Common

Common may refer to:

  • COMMON, the largest association of users of mid-range IBM computers
  • Common (horse), a British Thoroughbred racehorse
  • Common (liturgy), a part of certain Christian liturgy
  • Commoner, someone does not hold a title of peerage
  • Common land, land which other people have certain traditional rights such as grazing livestock or collecting firewood
  • Town common (see common land above)
  • Lingua franca or common language, shared by speakers of different mother tongues
  • Vernacular, the common but not scientific name of a plant or animal
  • The Common, a nickname of the Commonwealth of Massachusetts
  • COMMON, a Fortran statement
  • a translation of tum'ah, a biblical term for ritual impurity, used by some common English translations of the bible
  • Dol Common, a character in The Alchemist by Ben Jonson

Read more about Common:  People, Places

Famous quotes containing the word common:

    Nothing in the world can take the place of Persistence.
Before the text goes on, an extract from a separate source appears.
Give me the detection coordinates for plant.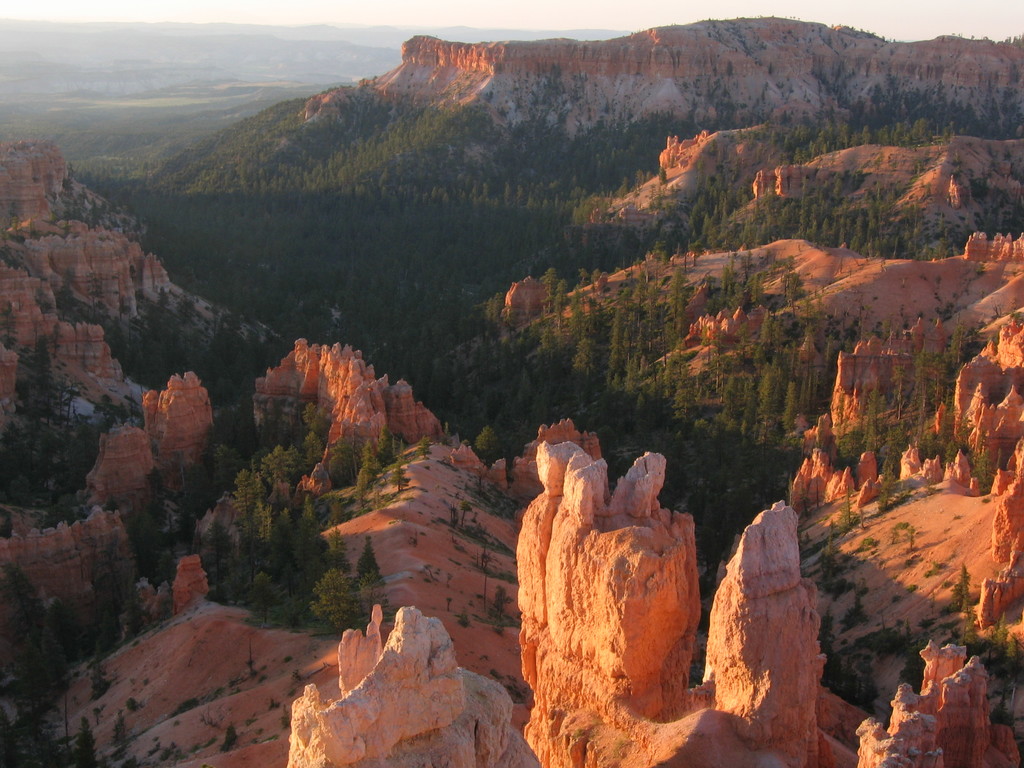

Talent will not; nothing is more common than unsuccessful men with talent. Genius will not; unrewarded genius is almost a proverb. Education will not; the world is full of educated derelicts. Persistence and Determination alone are omnipotent. The slogan “Press On”, has solved and will always solve the problems of the human race.
    Calvin Coolidge (1872–1933)

    I don’t have any doubts that there will be a place for progressive white people in this country in the future. I think the paranoia common among white people is very unfounded. I have always organized my life so that I could focus on political work. That’s all I want to do, and that’s all that makes me happy.
    Hettie V., South African white anti-apartheid activist and feminist. As quoted in Lives of Courage, ch. 21, by Diana E. H. Russell (1989)

    The British are a self-distrustful, diffident people, agreeing with alacrity that they are neither successful nor clever, and only modestly claiming that they have a keener sense of humour, more robust common sense, and greater staying power as a nation than all the rest of the world put together.